Records from a collection
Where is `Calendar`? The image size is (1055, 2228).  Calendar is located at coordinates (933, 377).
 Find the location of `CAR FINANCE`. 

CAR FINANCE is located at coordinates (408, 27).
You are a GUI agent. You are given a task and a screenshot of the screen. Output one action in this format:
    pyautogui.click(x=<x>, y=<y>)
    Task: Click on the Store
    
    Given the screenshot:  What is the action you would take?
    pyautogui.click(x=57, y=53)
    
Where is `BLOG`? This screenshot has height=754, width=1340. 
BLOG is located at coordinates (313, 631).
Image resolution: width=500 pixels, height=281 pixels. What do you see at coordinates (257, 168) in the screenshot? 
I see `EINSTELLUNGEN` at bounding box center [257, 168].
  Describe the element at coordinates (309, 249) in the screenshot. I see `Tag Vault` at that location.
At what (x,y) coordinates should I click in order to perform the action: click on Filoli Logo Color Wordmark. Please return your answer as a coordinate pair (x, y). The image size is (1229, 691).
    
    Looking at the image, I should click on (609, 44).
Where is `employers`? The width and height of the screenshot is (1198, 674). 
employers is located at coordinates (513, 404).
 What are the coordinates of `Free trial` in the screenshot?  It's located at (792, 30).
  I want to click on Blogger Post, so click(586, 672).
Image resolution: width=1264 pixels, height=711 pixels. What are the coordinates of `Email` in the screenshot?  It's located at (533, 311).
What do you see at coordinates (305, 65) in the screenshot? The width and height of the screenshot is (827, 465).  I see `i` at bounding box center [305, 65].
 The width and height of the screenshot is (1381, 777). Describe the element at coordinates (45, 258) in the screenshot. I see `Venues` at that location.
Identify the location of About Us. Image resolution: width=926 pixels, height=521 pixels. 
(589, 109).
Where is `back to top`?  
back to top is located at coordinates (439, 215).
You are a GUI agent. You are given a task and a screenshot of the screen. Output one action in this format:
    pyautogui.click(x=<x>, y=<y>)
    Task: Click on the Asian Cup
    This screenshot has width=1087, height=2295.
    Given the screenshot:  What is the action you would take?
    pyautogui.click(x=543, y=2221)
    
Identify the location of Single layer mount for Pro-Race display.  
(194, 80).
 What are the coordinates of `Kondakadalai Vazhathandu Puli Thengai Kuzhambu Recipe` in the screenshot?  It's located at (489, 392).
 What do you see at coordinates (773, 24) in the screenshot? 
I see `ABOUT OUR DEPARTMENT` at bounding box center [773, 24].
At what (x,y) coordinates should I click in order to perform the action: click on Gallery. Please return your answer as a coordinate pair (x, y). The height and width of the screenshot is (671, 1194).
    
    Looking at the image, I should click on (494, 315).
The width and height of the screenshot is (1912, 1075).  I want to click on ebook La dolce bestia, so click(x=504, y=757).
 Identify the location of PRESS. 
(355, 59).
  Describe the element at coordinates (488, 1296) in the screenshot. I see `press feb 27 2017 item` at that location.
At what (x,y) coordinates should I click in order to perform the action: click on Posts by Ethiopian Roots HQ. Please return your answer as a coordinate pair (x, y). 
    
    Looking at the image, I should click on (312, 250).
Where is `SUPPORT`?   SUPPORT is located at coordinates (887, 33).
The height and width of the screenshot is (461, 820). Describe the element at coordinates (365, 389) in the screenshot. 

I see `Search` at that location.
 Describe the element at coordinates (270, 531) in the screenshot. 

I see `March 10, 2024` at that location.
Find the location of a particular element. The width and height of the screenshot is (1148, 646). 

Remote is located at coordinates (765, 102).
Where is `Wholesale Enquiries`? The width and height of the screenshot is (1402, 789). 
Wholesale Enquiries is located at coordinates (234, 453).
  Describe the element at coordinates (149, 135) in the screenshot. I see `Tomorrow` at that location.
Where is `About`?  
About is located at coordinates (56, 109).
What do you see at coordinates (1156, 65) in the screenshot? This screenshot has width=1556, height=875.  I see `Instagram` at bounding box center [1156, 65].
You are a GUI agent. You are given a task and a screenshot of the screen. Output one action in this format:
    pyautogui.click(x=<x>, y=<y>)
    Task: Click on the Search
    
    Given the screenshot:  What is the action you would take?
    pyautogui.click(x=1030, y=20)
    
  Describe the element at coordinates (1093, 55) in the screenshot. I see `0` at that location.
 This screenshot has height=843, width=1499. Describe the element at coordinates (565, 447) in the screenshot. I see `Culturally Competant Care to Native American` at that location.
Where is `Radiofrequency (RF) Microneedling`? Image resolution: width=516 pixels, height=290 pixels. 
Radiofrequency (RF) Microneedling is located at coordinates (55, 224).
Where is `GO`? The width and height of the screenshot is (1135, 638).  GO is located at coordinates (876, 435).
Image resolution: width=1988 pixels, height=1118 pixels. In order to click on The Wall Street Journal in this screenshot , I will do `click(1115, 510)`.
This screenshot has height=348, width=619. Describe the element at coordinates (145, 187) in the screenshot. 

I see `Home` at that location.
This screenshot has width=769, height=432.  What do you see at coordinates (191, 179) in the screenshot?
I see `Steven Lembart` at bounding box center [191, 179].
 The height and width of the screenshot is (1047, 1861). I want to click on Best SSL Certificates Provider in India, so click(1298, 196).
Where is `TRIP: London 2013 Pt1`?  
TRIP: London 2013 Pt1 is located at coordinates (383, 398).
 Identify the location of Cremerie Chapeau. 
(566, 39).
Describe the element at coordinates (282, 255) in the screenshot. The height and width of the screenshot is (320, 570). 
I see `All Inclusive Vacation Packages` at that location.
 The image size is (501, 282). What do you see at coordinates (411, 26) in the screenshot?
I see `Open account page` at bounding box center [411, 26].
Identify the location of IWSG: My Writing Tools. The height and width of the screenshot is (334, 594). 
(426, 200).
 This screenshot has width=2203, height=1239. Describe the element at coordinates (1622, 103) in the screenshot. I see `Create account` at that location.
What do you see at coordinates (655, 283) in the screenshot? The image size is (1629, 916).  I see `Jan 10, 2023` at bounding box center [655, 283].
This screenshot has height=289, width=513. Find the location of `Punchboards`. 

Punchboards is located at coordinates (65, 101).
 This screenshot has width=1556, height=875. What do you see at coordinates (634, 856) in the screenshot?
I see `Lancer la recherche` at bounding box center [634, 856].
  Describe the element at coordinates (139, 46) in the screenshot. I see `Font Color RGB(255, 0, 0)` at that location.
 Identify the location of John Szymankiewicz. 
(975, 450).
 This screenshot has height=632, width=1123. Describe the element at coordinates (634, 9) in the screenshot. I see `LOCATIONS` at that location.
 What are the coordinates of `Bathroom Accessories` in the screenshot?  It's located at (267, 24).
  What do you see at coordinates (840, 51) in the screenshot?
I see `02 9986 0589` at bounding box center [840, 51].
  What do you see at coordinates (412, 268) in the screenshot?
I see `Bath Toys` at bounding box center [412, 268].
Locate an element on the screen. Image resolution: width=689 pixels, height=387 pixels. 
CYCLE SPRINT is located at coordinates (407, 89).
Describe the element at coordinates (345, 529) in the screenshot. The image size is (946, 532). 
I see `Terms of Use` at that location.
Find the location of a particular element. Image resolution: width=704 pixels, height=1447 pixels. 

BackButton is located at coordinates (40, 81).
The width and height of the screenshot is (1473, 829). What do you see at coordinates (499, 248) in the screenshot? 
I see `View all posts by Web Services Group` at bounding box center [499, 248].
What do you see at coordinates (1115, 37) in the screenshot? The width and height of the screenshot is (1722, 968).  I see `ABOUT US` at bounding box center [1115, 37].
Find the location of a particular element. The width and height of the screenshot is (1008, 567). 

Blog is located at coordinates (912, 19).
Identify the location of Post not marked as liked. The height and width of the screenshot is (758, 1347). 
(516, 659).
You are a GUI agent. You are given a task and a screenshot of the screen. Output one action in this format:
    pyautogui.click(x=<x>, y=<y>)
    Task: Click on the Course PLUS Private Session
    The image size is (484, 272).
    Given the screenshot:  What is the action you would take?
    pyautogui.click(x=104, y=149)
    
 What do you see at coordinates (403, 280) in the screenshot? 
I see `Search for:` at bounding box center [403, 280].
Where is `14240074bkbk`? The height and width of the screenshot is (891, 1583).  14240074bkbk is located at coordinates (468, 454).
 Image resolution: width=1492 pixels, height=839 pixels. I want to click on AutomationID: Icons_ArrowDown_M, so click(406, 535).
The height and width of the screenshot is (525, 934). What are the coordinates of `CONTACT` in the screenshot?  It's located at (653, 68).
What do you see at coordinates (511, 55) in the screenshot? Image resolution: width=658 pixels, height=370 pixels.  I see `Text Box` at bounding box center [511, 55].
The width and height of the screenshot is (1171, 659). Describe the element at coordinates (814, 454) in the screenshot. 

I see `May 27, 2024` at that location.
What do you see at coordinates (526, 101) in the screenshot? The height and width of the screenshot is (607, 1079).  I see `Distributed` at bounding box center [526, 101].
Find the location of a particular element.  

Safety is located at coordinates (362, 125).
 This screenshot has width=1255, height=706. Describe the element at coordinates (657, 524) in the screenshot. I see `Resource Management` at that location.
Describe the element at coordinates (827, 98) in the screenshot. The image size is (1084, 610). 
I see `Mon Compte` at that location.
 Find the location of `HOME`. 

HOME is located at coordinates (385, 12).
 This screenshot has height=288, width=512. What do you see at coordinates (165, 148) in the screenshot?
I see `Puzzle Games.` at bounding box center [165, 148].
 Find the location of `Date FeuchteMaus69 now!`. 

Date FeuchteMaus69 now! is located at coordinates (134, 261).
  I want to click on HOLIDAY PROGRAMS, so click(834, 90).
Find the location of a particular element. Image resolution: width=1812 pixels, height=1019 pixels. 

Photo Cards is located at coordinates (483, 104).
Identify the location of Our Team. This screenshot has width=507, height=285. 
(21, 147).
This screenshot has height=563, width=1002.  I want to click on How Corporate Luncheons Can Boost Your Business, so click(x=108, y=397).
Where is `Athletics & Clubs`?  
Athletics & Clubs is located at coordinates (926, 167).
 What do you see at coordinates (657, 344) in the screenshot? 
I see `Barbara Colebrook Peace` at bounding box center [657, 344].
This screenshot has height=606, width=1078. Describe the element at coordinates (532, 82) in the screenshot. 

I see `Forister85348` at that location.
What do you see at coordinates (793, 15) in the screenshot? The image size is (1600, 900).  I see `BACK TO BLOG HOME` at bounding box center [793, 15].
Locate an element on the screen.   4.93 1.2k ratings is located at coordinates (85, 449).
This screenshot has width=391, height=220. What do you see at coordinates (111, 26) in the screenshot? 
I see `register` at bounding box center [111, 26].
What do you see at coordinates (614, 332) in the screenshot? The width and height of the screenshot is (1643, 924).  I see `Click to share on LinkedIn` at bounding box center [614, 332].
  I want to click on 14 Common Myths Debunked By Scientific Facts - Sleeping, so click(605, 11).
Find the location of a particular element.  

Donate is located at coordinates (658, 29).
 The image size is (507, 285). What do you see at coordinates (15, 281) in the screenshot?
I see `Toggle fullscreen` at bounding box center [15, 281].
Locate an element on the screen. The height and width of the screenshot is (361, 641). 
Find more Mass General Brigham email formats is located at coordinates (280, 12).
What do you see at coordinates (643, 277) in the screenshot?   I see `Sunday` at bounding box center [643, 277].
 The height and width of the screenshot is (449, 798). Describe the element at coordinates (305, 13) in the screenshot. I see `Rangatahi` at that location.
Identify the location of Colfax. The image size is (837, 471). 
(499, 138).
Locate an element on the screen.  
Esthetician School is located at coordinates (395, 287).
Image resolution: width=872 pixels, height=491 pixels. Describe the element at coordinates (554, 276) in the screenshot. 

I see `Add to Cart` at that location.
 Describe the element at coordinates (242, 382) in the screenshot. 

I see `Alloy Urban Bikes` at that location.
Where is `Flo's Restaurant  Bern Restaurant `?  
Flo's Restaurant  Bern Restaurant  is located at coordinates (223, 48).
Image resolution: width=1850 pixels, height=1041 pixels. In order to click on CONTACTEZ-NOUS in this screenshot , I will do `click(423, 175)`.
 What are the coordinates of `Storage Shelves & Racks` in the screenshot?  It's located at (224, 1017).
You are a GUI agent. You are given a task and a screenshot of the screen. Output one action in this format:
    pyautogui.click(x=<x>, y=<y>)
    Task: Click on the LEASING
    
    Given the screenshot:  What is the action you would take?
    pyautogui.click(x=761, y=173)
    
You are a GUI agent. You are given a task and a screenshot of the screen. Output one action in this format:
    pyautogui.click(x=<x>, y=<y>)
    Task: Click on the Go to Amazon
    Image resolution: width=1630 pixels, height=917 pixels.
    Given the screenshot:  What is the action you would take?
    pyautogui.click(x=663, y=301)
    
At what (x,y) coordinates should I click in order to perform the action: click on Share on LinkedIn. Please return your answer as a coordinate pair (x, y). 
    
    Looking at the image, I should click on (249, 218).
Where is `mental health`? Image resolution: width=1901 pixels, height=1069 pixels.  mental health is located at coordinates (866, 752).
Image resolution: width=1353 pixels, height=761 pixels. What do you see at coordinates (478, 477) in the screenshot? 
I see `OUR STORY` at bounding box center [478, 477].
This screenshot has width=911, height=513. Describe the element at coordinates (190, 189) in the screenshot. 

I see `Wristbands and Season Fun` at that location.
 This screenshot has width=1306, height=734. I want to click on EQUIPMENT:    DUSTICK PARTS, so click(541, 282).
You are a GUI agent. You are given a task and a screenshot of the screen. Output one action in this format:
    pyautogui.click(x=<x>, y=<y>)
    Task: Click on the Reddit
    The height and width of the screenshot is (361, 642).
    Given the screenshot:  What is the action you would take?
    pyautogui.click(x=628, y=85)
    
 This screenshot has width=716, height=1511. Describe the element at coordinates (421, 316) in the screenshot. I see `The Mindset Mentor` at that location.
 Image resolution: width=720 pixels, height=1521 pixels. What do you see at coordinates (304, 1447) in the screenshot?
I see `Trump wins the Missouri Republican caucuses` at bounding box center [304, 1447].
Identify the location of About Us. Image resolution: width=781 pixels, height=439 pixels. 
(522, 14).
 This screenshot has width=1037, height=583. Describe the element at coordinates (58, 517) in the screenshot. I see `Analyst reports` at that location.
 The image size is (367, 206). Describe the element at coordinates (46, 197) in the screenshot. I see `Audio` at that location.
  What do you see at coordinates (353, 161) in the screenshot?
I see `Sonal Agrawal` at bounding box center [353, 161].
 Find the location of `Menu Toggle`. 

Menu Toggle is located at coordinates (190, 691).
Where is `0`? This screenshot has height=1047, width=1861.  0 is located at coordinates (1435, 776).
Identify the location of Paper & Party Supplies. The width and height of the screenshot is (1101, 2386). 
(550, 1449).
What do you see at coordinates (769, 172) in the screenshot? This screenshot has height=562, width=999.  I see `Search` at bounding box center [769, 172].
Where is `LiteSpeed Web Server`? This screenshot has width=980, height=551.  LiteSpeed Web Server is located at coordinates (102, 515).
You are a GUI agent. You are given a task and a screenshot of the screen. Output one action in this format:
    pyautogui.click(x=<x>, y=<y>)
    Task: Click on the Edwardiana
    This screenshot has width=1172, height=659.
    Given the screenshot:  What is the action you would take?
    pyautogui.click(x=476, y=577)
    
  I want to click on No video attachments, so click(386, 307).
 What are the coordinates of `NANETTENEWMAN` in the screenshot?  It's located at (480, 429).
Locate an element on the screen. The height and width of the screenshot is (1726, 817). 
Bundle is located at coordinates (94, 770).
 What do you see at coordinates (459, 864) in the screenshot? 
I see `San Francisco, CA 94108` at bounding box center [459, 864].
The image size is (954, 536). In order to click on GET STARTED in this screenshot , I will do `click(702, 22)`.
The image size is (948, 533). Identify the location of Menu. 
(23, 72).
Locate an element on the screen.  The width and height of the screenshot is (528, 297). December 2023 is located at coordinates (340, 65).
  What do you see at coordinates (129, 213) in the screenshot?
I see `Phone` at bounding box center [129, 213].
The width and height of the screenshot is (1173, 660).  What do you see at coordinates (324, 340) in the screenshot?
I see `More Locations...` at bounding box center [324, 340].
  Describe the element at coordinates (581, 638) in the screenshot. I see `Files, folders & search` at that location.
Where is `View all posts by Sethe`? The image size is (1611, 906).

* [The task]:
Report how many lines of the entries hold the word "will". Nothing else is needed.

* [Solved problem]:
3